Success StorySuccess for the Hands on Learners!



Success for the Hands on Learners!

Author: Laura Rogers

Planning Unit: Whitley County CES

Major Program: Beekeeping

Plan of Work: Livestock Production

Outcome: Initial Outcome

    Through the Kentucky State University Small Farm Program, KSU Small-Scale Farmer Grant Program, and the KSU Beginning Farmer Grant, in collaboration with the University of Kentucky Extension, a limited resource beginning beekeeper farmer received much-needed instructions and lessons on beekeeping, constructing bee boxes, and value-added products.

    Laura Rogers, a Small Farm Area Agent of Kentucky State University, offered beginning beekeeping classes at the Corbin Library in Whitley County. There were a series of 5 classes. The first class, "Introduction to Basic Beekeeping." The second class "Building Boxes and Frames". The third class "Bee pest and diseases." The fourth class, "Harvesting Honey!" The Fifth and final class of the series "We have honey now what!"

    Ken Smith, of Whitley County, beginning beekeeper, attended the classes. Mr. Smith had purchased two hives, and he had lost one before the class series. Discourage and feeling down at the first class. Smith asked Rogers if she could do a farm visit and examine his hive. Smith said the person who sold him the hives offered little to no instructions. 

    Smith had attended a couple of the local county bee club meetings before the classes. He said many of the lessons he had participated in or seen on the internet offer little he could understand. He felt defeated, lost, and alone with his honeybees.

    Rogers's first class, "Introduction to Basic Beekeeping," covered the different types of honeybees in the hive.  The life cycle of the honeybees. The class included information on how the young bee emerges from nurse bees to as they age they become adult bees that gather the nectar and pollen. Explain the different types of honeybees. The drone or male bees, the worker or female bees, and the queen. Their purpose and why they are in the hive for the betterment of the colony.

    The second class covered building honeybee boxes from wood construction, cutting the boxes out of wood, and assembling the boxes and frames. 

    Thrid classes covered the different pests that invade the honeybee hive and the treatment of these pests.

      The fourth class discussed honey production and how to process the honey for sale or home use. A demonstration was done to show how to extract the honey from the frames within the beehive.

    The fifth class discussed value-added products made from the honey and by-products of the hive, such as beeswax demonstration, making lip balm from the beeswax produced by honey bees. 

    Rogers made a farm visit and explained the biology of the hive to Smith. Explain the one hive left possibly be spilt into more than one the following year. Demonstrate how to add more boxes to the hives. Rogers discussed how to examine the brood nest and see the honeybees' metamorphosis and what this means to the hives' survival.

    After the classes two years later, Smith now has six bee colonies. Each colony of honeybees is worth $200.00 per hive just in honeybees. Giving Smith a total of potential earning of $1200.00.

 Smith state he had constructed and put together 25 bee boxes for honey production and brood. Each box he built and constructed is worth $25.00 each from a local bee supply store.  Giving him the potential earning of $625.00. 

      After the value-added class on bee's wax, Smith has made 25 chapped stick tubes to pass out as an advertisement for future sales. Each lip balm stick tube has a potential value of $4.00 each. Giving Mr. Smith a potential of $100.00. 

    Smith stated he sold or gave away 18 quarts of honey. The local price for a quart of honey is $20.00 per quart. This gives Smith the potential earnings of $360.00. Smith stated he gave so much away this last year to let people know he would have honey and value-added products for sale.

      Even though 2020 was a difficult year due to COVID 19, Smith had the potential earnings of $2285.

       All excited, Ken Smith said he had worked with others with his bees, but their teaching never made sense to him until he attended the bee classes at the library. He said he was a "white knuckle learner." He learned more from the series at the library than he had anywhere.  

    To him, 2020 in honeybees was an excellent year—one of success for him instead of his worse fear, one of total loss with his honeybees. Smith now demonstrates confidence with his bees to divide them to produce more hives, harvest honey, and make lip balm and sell it.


Would you output all the lines below precisely as they stand, leaving each picture out?

Excerpts from a figure dataset
BEGIN

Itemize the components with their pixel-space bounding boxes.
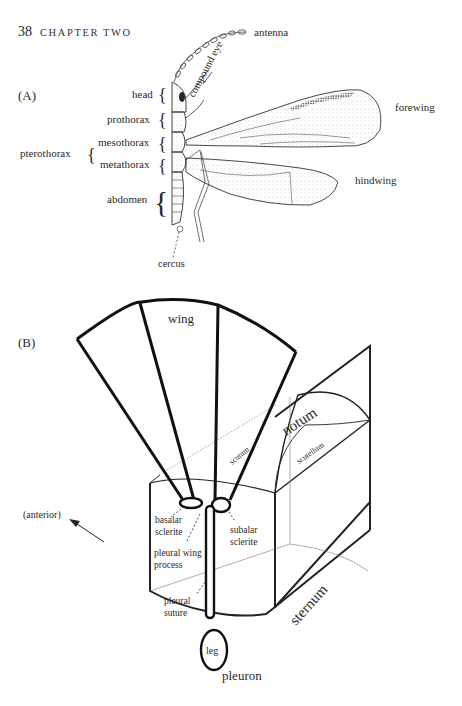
figure-insect-anatomy: (A) antenna compound eye — [0, 0, 462, 706]
anterior-arrow-icon — [69, 519, 104, 542]
book-page: 38CHAPTER TWO (A) — [0, 0, 462, 706]
thorax-block-drawing — [150, 346, 370, 616]
label-pleural-suture-2: suture — [164, 608, 187, 618]
svg-text:{: { — [158, 156, 167, 176]
forewing-drawing — [186, 90, 381, 147]
label-compound-eye: compound eye — [186, 39, 225, 99]
hindwing-drawing — [186, 158, 338, 205]
svg-text:{: { — [87, 145, 96, 165]
label-scutellum: scutellum — [295, 440, 326, 466]
label-pleural-suture-1: pleural — [164, 596, 191, 606]
panel-a-label: (A) — [18, 88, 36, 103]
label-cercus: cercus — [158, 258, 185, 269]
sclerites-drawing — [180, 498, 230, 670]
svg-text:{: { — [158, 85, 167, 105]
label-abdomen: abdomen — [107, 193, 148, 205]
svg-text:{: { — [154, 185, 168, 218]
panel-b: (B) — [18, 300, 370, 683]
label-metathorax: metathorax — [100, 158, 150, 170]
label-pleural-wing-process-1: pleural wing — [154, 548, 202, 558]
label-head: head — [132, 88, 153, 100]
structure-labels: basalar sclerite subalar sclerite pleura… — [154, 440, 326, 618]
label-antenna: antenna — [254, 26, 288, 38]
svg-text:{: { — [158, 134, 167, 154]
label-pleural-wing-process-2: process — [154, 560, 183, 570]
label-subalar-sclerite-1: subalar — [230, 525, 258, 535]
panel-a: (A) antenna compound eye — [18, 26, 435, 269]
svg-text:{: { — [158, 110, 167, 130]
label-basalar-sclerite-1: basalar — [155, 515, 183, 525]
label-mesothorax: mesothorax — [98, 136, 150, 148]
label-pleuron: pleuron — [222, 668, 262, 683]
label-forewing: forewing — [395, 101, 435, 113]
label-hindwing: hindwing — [355, 174, 397, 186]
label-anterior: (anterior) — [23, 509, 61, 521]
label-pterothorax: pterothorax — [20, 147, 71, 159]
panel-b-label: (B) — [18, 335, 35, 350]
label-prothorax: prothorax — [107, 113, 150, 125]
label-leg: leg — [206, 645, 218, 656]
label-wing: wing — [168, 311, 195, 326]
wing-fan-drawing — [77, 300, 296, 500]
label-subalar-sclerite-2: sclerite — [230, 537, 257, 547]
scutum-dotted-line — [164, 405, 276, 472]
cercus-leader — [173, 232, 179, 258]
label-basalar-sclerite-2: sclerite — [155, 527, 182, 537]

END

RESPONSE FOR THIS EXERCISE>
Itemize the components with their pixel-space bounding boxes.
figure-insect-anatomy: (A) antenna compound eye — [0, 0, 462, 706]
anterior-arrow-icon — [69, 519, 104, 542]
book-page: 38CHAPTER TWO (A) — [0, 0, 462, 706]
thorax-block-drawing — [150, 346, 370, 616]
label-pleural-suture-2: suture — [164, 608, 187, 618]
svg-text:{: { — [158, 156, 167, 176]
forewing-drawing — [186, 90, 381, 147]
label-compound-eye: compound eye — [186, 39, 225, 99]
hindwing-drawing — [186, 158, 338, 205]
svg-text:{: { — [87, 145, 96, 165]
label-scutellum: scutellum — [295, 440, 326, 466]
label-pleural-suture-1: pleural — [164, 596, 191, 606]
panel-a-label: (A) — [18, 88, 36, 103]
label-cercus: cercus — [158, 258, 185, 269]
sclerites-drawing — [180, 498, 230, 670]
svg-text:{: { — [158, 85, 167, 105]
label-abdomen: abdomen — [107, 193, 148, 205]
svg-text:{: { — [154, 185, 168, 218]
panel-b: (B) — [18, 300, 370, 683]
label-metathorax: metathorax — [100, 158, 150, 170]
label-pleural-wing-process-1: pleural wing — [154, 548, 202, 558]
label-head: head — [132, 88, 153, 100]
structure-labels: basalar sclerite subalar sclerite pleura… — [154, 440, 326, 618]
label-antenna: antenna — [254, 26, 288, 38]
svg-text:{: { — [158, 134, 167, 154]
label-pleural-wing-process-2: process — [154, 560, 183, 570]
label-subalar-sclerite-1: subalar — [230, 525, 258, 535]
panel-a: (A) antenna compound eye — [18, 26, 435, 269]
svg-text:{: { — [158, 110, 167, 130]
label-basalar-sclerite-1: basalar — [155, 515, 183, 525]
label-mesothorax: mesothorax — [98, 136, 150, 148]
label-pleuron: pleuron — [222, 668, 262, 683]
label-forewing: forewing — [395, 101, 435, 113]
label-hindwing: hindwing — [355, 174, 397, 186]
label-anterior: (anterior) — [23, 509, 61, 521]
label-pterothorax: pterothorax — [20, 147, 71, 159]
panel-b-label: (B) — [18, 335, 35, 350]
label-prothorax: prothorax — [107, 113, 150, 125]
label-leg: leg — [206, 645, 218, 656]
label-wing: wing — [168, 311, 195, 326]
wing-fan-drawing — [77, 300, 296, 500]
label-subalar-sclerite-2: sclerite — [230, 537, 257, 547]
scutum-dotted-line — [164, 405, 276, 472]
cercus-leader — [173, 232, 179, 258]
label-basalar-sclerite-2: sclerite — [155, 527, 182, 537]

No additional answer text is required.